How to understand corruption?

[Transcript appeared in pp 206-8 “Classical Indian Thought and the English Language” edited by Mullick, et al]

Let us take the word ‘duty’ for the moment. Conflict in duties does not give you a moral dilemma. For a moral dilemma to occur two necessary conditions must exist: the prescribed set of duties must be logically consistent by virtue of which one is obliged to perform them all.  A dilemma pertains to a situation where one has an obligation to do A and an obligation to do B; but can in fact do only one. It is the perfect consistency of the system of duty that gives rise to the dilemma: a choice between A and B, between a banana and an orange is not a dilemma. It becomes a dilemma when you want both and can have only one. So, a moral dilemma cannot possibly describe a conflict of duties if one uses the word ‘duty’ here.  A conflict of dharmas is not a dilemma at all.

What I mean by decolonizing social Sciences is very simple thing. There are many domains today: sociology, political science, psychology, and anthropology that call themselves social sciences as distinct from humanities. So, I am not talking about decolonizing science in the specific sense given by Mohini Mullick. I do not consider the theories in these domains which call themselves social sciences to be science at all. Today, I see all of them without exception as ideologies. I call my project ‘Comparative Science of Culture’ because existing theories are not social sciences.

For instance: political corruption refers to the act of an individual public servant who is part of a state or a government and who acts against the public interest of the people or the interest of the state. Because state has an interest which coincides with the interest of the society, then any action that supports an individual’s interest is morally wrong. This is the meaning of political corruption.

I am very conservative. I want a scientific hypothesis in the sense that it solves a problem, has an explanatory potential and there is some way to test it. In this sense, political theory is completely bankrupt. I proffer two hypotheses which at least minimally do what you expect a hypothesis to do.

The first is purely historical in nature. You raised a question about the moral evaluations which comes from a completely Western ethics and is not Indian at all. We in India had our own forms of social organization. We had certain indigenous ways of governing, of organizing production. But with colonization came industrialization, bringing with it management institutions from the West; structures were imposed on native Indian industries, on native structures, which today are taught in MBA courses all over India. The result is institutional distortion, so that you come across extraordinary things that baffle management theorists.

More concretely: how were questions asked about tradition? Can we use the resources of our ancient Indian literature to tackle and explain this problem? I find the Indian tradition powerful because it can help generate scientific hypotheses beyond the reach of Western social scientists. That’s why I am against the latter, not because they are Western. I am not against everything Western: Physics, Chemistry, Mathematics, Biology come from the Western tradition.

(pp 206-8 “Classical Indian Thought and the English Language” edited by Mullick, et al.)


- What this task involves: Could the data below be copied exactly, minus the pictures?

- Excerpted records:
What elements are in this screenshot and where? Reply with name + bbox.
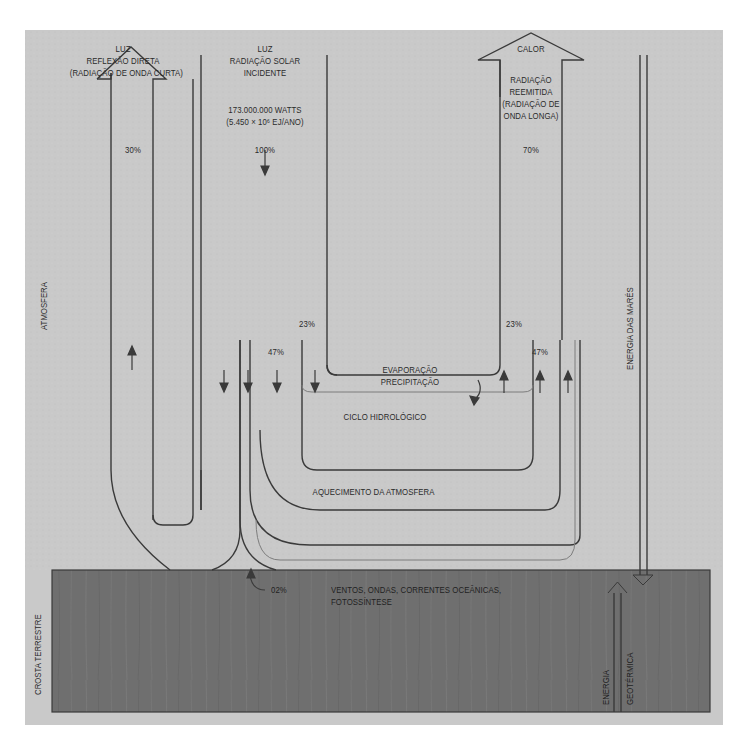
hydro-left-percent: 23%: [291, 318, 324, 330]
atmosphere-heating-label: AQUECIMENTO DA ATMOSFERA: [313, 486, 428, 498]
reflection-label-1: LUZ: [70, 43, 177, 55]
crust-label: CROSTA TERRESTRE: [32, 614, 43, 695]
heat-description: RADIAÇÃO REEMITIDA (RADIAÇÃO DE ONDA LON…: [498, 74, 564, 122]
tidal-energy-label: ENERGIA DAS MARÉS: [624, 287, 635, 370]
heat-label-2: REEMITIDA: [498, 86, 564, 98]
incident-label-1: LUZ: [216, 43, 314, 55]
winds-description: VENTOS, ONDAS, CORRENTES OCEÂNICAS, FOTO…: [331, 584, 501, 608]
evaporation-text: EVAPORAÇÃO: [369, 364, 451, 376]
heating-left-percent: 47%: [260, 346, 293, 358]
winds-label-1: VENTOS, ONDAS, CORRENTES OCEÂNICAS,: [331, 584, 501, 596]
geothermal-label-2: GEOTÉRMICA: [624, 653, 635, 705]
incident-label-3: INCIDENTE: [216, 67, 314, 79]
evaporation-label: EVAPORAÇÃO PRECIPITAÇÃO: [369, 364, 451, 388]
reflection-label-3: (RADIAÇÃO DE ONDA CURTA): [70, 67, 177, 79]
precipitation-text: PRECIPITAÇÃO: [369, 376, 451, 388]
reflection-percent: 30%: [117, 144, 150, 156]
heat-label-1: RADIAÇÃO: [498, 74, 564, 86]
heating-right-percent: 47%: [524, 346, 557, 358]
incident-percent: 100%: [249, 144, 282, 156]
geothermal-label-1: ENERGIA: [600, 670, 611, 705]
incident-label-2: RADIAÇÃO SOLAR: [216, 55, 314, 67]
reflection-title: LUZ REFLEXÃO DIRETA (RADIAÇÃO DE ONDA CU…: [70, 43, 177, 79]
hydro-right-percent: 23%: [498, 318, 531, 330]
incident-watts: 173.000.000 WATTS (5.450 × 10⁶ EJ/ANO): [216, 104, 314, 128]
heat-percent: 70%: [515, 144, 548, 156]
winds-label-2: FOTOSSÍNTESE: [331, 596, 501, 608]
incident-title: LUZ RADIAÇÃO SOLAR INCIDENTE: [216, 43, 314, 79]
incident-watts-value: 173.000.000 WATTS: [216, 104, 314, 116]
winds-percent: 02%: [271, 584, 287, 596]
reflection-label-2: REFLEXÃO DIRETA: [70, 55, 177, 67]
hydro-cycle-label: CICLO HIDROLÓGICO: [336, 411, 434, 423]
atmosphere-label: ATMOSFERA: [38, 282, 49, 330]
incident-ej-value: (5.450 × 10⁶ EJ/ANO): [216, 116, 314, 128]
heat-title: CALOR: [511, 43, 552, 55]
heat-label-4: ONDA LONGA): [498, 110, 564, 122]
heat-label-3: (RADIAÇÃO DE: [498, 98, 564, 110]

- Result for this exercise:
What elements are in this screenshot and where? Reply with name + bbox.
hydro-left-percent: 23%: [291, 318, 324, 330]
atmosphere-heating-label: AQUECIMENTO DA ATMOSFERA: [313, 486, 428, 498]
reflection-label-1: LUZ: [70, 43, 177, 55]
crust-label: CROSTA TERRESTRE: [32, 614, 43, 695]
heat-description: RADIAÇÃO REEMITIDA (RADIAÇÃO DE ONDA LON…: [498, 74, 564, 122]
tidal-energy-label: ENERGIA DAS MARÉS: [624, 287, 635, 370]
heat-label-2: REEMITIDA: [498, 86, 564, 98]
incident-label-1: LUZ: [216, 43, 314, 55]
winds-description: VENTOS, ONDAS, CORRENTES OCEÂNICAS, FOTO…: [331, 584, 501, 608]
evaporation-text: EVAPORAÇÃO: [369, 364, 451, 376]
heating-left-percent: 47%: [260, 346, 293, 358]
winds-label-1: VENTOS, ONDAS, CORRENTES OCEÂNICAS,: [331, 584, 501, 596]
geothermal-label-2: GEOTÉRMICA: [624, 653, 635, 705]
incident-label-3: INCIDENTE: [216, 67, 314, 79]
evaporation-label: EVAPORAÇÃO PRECIPITAÇÃO: [369, 364, 451, 388]
reflection-label-3: (RADIAÇÃO DE ONDA CURTA): [70, 67, 177, 79]
precipitation-text: PRECIPITAÇÃO: [369, 376, 451, 388]
reflection-percent: 30%: [117, 144, 150, 156]
heat-label-1: RADIAÇÃO: [498, 74, 564, 86]
heating-right-percent: 47%: [524, 346, 557, 358]
incident-percent: 100%: [249, 144, 282, 156]
geothermal-label-1: ENERGIA: [600, 670, 611, 705]
incident-label-2: RADIAÇÃO SOLAR: [216, 55, 314, 67]
reflection-title: LUZ REFLEXÃO DIRETA (RADIAÇÃO DE ONDA CU…: [70, 43, 177, 79]
hydro-right-percent: 23%: [498, 318, 531, 330]
incident-watts: 173.000.000 WATTS (5.450 × 10⁶ EJ/ANO): [216, 104, 314, 128]
heat-percent: 70%: [515, 144, 548, 156]
winds-label-2: FOTOSSÍNTESE: [331, 596, 501, 608]
incident-title: LUZ RADIAÇÃO SOLAR INCIDENTE: [216, 43, 314, 79]
incident-watts-value: 173.000.000 WATTS: [216, 104, 314, 116]
winds-percent: 02%: [271, 584, 287, 596]
reflection-label-2: REFLEXÃO DIRETA: [70, 55, 177, 67]
hydro-cycle-label: CICLO HIDROLÓGICO: [336, 411, 434, 423]
atmosphere-label: ATMOSFERA: [38, 282, 49, 330]
incident-ej-value: (5.450 × 10⁶ EJ/ANO): [216, 116, 314, 128]
heat-title: CALOR: [511, 43, 552, 55]
heat-label-4: ONDA LONGA): [498, 110, 564, 122]
heat-label-3: (RADIAÇÃO DE: [498, 98, 564, 110]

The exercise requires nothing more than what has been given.